Beyers Sellers, Professor at Johnson School at Cornell University and host of the popular "Metanomics" talk show in SL, gave a really neat keynote address on “Why Johnny Can’t Rez.” Beyers addressed the difficult issue of how to convince your higher-ups and colleagues to support your virtual education project. It was a nice capstone to the addresses by Intellagirl Tulley and Barry Joseph on education in SL. Beyer’s main message was that to get your administrator to release the pursestrings to fund your virtual world education project, you need to help them fulfill the goals of the institution.
My notes on Beyer’s talk follows…
Beyers described the three basic questions to answer for your administrator are:
- How does this help me accomplish my goals or the goals of my institution?
- Why are VW’s the best way of accomplishing those goals?
- What are the costs and risks?
1. How does this help me accomplish my goals or the goals of my institution?
It’s important to frame your approach based on the goals of your administrator. Get the documents that frame the institutional goals, get the history of that process, and find out what the administrator wants to do personally.
2. Why are VW’s the best way of accomplishing those goals?
What is it that VW’s are particularly good at in comparison to competition (i.e. a RL classroom, another online solution). I have identified three:
a. Presence in Place:
- SL offers synchronous communications with presence. Avatars provide for a lot of non-verbal communication.
- You can pitch this to a marketing dept well. VW’s are closer to a personal connection. They allow people to share an appearance.
- Example: At my institution, we have an interest in connecting them to the space of the campus. SL is good at accomplishing that.
- Example: Another group working on a “Virtual Congress” : replicating the Congress building, congressional offices and K Street where all the lobbying happens.
- Serendipity: the possibility that someone might be in the same space as me and we meet. That won’t happen in a webinar.
b. Constructive Cacaphony
- SL provides many avenues of communication and they can all happen at once. This can be overwhelming, but also very rich: i.e. speaker to audience, audience to speaker, IM, public chat, links, etc.
- This has the potential to make the virtual experience BETTER than real life.
c. Creative Collaboration
- SL offers possibilities for collaborative work that is unique and powerful. I.e. avatar creation, machinima, games creation.

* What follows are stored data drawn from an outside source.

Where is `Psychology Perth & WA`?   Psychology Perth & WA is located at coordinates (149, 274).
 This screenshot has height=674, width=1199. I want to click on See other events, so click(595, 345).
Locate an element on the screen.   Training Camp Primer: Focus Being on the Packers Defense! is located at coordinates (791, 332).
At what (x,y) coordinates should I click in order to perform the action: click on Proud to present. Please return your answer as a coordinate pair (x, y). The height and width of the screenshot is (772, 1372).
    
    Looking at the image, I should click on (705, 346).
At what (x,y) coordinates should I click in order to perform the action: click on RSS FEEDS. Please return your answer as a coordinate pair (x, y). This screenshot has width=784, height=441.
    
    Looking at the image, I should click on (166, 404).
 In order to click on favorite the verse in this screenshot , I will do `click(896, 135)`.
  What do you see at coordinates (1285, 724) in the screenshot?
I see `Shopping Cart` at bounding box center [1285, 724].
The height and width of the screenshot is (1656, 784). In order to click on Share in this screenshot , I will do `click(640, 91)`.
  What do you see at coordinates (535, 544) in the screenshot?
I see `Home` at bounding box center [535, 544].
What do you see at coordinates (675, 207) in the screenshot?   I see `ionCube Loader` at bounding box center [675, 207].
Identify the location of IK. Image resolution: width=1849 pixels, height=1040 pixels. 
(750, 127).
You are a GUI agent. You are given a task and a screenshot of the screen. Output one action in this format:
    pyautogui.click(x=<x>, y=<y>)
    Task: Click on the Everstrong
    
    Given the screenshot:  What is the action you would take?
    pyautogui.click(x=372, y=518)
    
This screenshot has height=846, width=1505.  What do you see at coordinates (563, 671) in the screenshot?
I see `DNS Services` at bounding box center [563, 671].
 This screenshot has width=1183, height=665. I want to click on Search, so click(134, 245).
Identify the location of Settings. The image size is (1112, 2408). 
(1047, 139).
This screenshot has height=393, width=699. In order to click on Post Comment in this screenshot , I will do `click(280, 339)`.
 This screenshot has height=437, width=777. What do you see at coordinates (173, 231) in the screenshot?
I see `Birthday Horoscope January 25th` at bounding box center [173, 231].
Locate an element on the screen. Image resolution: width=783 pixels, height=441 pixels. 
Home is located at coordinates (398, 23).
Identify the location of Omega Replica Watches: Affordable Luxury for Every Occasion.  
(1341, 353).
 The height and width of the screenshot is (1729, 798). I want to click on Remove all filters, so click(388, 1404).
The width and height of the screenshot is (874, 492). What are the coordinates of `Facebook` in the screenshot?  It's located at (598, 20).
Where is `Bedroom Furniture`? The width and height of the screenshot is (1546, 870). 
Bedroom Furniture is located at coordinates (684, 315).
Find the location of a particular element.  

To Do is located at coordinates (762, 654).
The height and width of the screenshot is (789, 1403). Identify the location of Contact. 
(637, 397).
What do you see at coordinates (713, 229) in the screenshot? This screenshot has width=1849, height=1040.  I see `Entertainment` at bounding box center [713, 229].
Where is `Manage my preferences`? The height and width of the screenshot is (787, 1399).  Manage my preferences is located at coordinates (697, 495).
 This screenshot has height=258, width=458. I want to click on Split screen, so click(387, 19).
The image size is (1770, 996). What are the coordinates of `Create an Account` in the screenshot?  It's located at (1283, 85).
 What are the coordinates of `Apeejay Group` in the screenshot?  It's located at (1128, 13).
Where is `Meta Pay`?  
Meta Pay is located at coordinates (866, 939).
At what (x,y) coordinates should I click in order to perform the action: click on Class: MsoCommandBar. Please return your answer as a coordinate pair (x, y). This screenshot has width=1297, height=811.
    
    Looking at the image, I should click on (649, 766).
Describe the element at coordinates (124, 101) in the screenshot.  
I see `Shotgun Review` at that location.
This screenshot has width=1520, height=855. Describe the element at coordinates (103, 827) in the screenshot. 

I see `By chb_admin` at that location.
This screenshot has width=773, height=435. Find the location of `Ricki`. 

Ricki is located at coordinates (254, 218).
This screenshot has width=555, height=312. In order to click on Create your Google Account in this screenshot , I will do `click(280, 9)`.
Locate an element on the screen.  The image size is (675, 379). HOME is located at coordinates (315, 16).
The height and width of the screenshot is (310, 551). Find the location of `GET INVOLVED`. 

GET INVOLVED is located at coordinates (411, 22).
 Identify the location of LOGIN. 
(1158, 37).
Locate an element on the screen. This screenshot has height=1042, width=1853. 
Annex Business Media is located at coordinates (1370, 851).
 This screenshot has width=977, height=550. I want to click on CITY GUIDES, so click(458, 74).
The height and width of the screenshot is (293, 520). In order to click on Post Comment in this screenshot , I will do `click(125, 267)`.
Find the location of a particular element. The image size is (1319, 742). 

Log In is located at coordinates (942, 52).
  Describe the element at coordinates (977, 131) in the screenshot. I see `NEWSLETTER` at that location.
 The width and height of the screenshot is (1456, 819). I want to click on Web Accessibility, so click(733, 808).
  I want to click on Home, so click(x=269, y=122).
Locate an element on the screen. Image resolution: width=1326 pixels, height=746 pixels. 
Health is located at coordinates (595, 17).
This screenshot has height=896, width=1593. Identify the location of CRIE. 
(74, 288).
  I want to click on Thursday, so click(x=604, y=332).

- Example: Wikitecture : collaborative architecture
- Example: Peggy Sheehy’s work on narrative
3. What are the Costs and Risks?
It is very unlikely that your VW project is going to be mission critical to your institution. It’s likely to be extending something that you already do, but doing it better or cheaper. You want to argue that it is cost effective and not too risky.
Costs:
- In a virtual conference, we found that the organizer wasn’t going to save a lot of money compared to a physical conference. Conference organizers typically pay for the room, food, drink, etc.
- Where are the savings? Largely in eliminating airfare and hotel costs, which helps the attendees, not the organizers.
- Going to a virtual conference entails costs. It might involve bringing people into a VW. The organizers need to support these people to get them to come to your conference.
- We need to make the case to everyone: the organizer, the speaker and the attendees. And we need to shift those costs around in ways that make sense.
- You can also argue the environmental cost of a conference – more green, responsible.
- For international conference an SL conference becomes more attractive
- Focus on educational projects that you can do over and over that rely upon the same resources. Do not just one conference but a series of workshops, courses, or meetings. So you can reuse resources.
Risks:
- Tech Can Be Unreliable – we have redundancy built in to any tech that we use.
- Inappropriate Behavior – lock down your sim if you have concerns about how certain attendees will behave.
- Risk to Reputation — You can insist on dress codes, behavior rules, etc. IBM has great policies about this.
Recommendations for reducing perceived risk:
- You don’t have to use the name “Second Life” right up front, which can have negative connotations for some administrators. Use a term like “a synchronous immersive online environment.”
- Let decision makers get familiar with virtual environment in a controlled way. Show successes that others have had. Get them inworld in low risk settings.
- Pull off a small project that provides a short term win.